Thursday, August 25, 2016

Teigh in Rutland is a Thankful Village


There are no settlements in Scotland or Northern Ireland that did not lose a member of the community in the First World War.

In England and Wales there are 52, known as Thankful Villages. And Teigh in Rutland is one of them.

The photograph shows the low obelisk and sundial that was erected in 2014 to mark this fact. The plaque lists the names of the eleven men and two women from the village who served in the war and came home.

They are commemorated inside the church too.

At the edge of the village there is a plum tree planted by his parents to commemorate their son who died in 2004 at the age of 36.

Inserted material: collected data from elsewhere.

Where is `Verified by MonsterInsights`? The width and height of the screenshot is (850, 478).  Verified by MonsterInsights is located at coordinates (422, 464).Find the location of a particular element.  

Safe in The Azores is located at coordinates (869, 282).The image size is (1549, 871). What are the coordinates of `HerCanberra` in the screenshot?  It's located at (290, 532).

When I visited Teigh the fruit was ripening.

7 comments:

brandnewguy said...

You might like musician Darren Hayman's "Thankful Villages" project:
http://thankfulvillages.co.uk/
https://darrenhayman.bandcamp.com/album/thankful-villages-volume-1

Jonathan Calder said...

Thanks for the links!

Well-Behaved Orphan said...

But one of the names to be read on the Roll of Honour, William Arthur Haines, was killed (on 15th July 1916)

Jonathan Calder said...

The Roll of Honour lists 12 men not 11. The church guide says the extra name was a "visitor". That may be Haines.

Jonathan Calder said...

This page suggests that is the explanation.

Well-Behaved Orphan said...

Haines was enough of a Teigh resident to be honoured in the church during the War but not enough of a resident to be honoured after the war ended (when his widow and son had moved away from Rutland).

Jonathan Calder said...

I imagine both memorials in the church date from after the war. Do you have a source that says he had a wife and son?